In the short term, a dynamic system needs to enable greater front line responsiveness to immediate employment and skills needs. In the medium term, it must have the adaptive capability to respond to unforeseen economic and social events and changing demands. In the long term it must have a more strategic approach to build a workforce ready to meet future UK needs. To operate effectively, the system must be supported by policies, targets and measures that encourage a balance of demand-led and strategic approaches; optimise the behaviour of providers and learners within the system; and that avoid the potential for unintended negative consequences. Government policies, measures and incentives in the employment and skills arena have not always been consistently aligned nor have funding regimes and related incentives optimally reinforced policy intent.
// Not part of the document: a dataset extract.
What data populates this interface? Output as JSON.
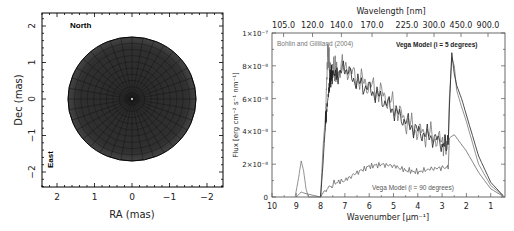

The UK must learn from both its past successes and failures, and from national and international best practice.
Necessary actions
To achieve these outcomes the UK Commission will:
- Undertake a review of measures, targets and incentives and make recommendations to governments on the changes that would give us a more rounded and outcome-focused review of our international standing and also drive increased relevance, quality and value for money of all publicly-funded employment and skills provision
- Ensure those measures, targets and incentives enhance equality and opportunity in employment and skills among individuals and groups at greatest risk of inactivity or exclusion in the labour market
- Support a more proactive and strategic skills approach through improvement of Labour Market Information and the development of emerging skills (e.g. new sectors; technologies; skills and retraining requirements) to better align future demand and supply of skills, with regular reports to governments
- Recommend policies and practices that promote employer influence and leverage within the employment and skills system
- Recommend and monitor measures to simplify all employer-facing employment and skills services at national and sub-national levels
- Investigate how employment and skills services can best work together to deliver a joined-up service to employers and individuals – to shape our 2010 review of the integration of employment and skills services
- Undertake international research on best practice in employment and skills services, and encourage the development of providers’ own leaders and managers, to inform and enhance provider performance to world-class standards
- Encourage policies and practices that identify, kite mark and celebrate excellence in employment and skills providers and promote continuous improvement.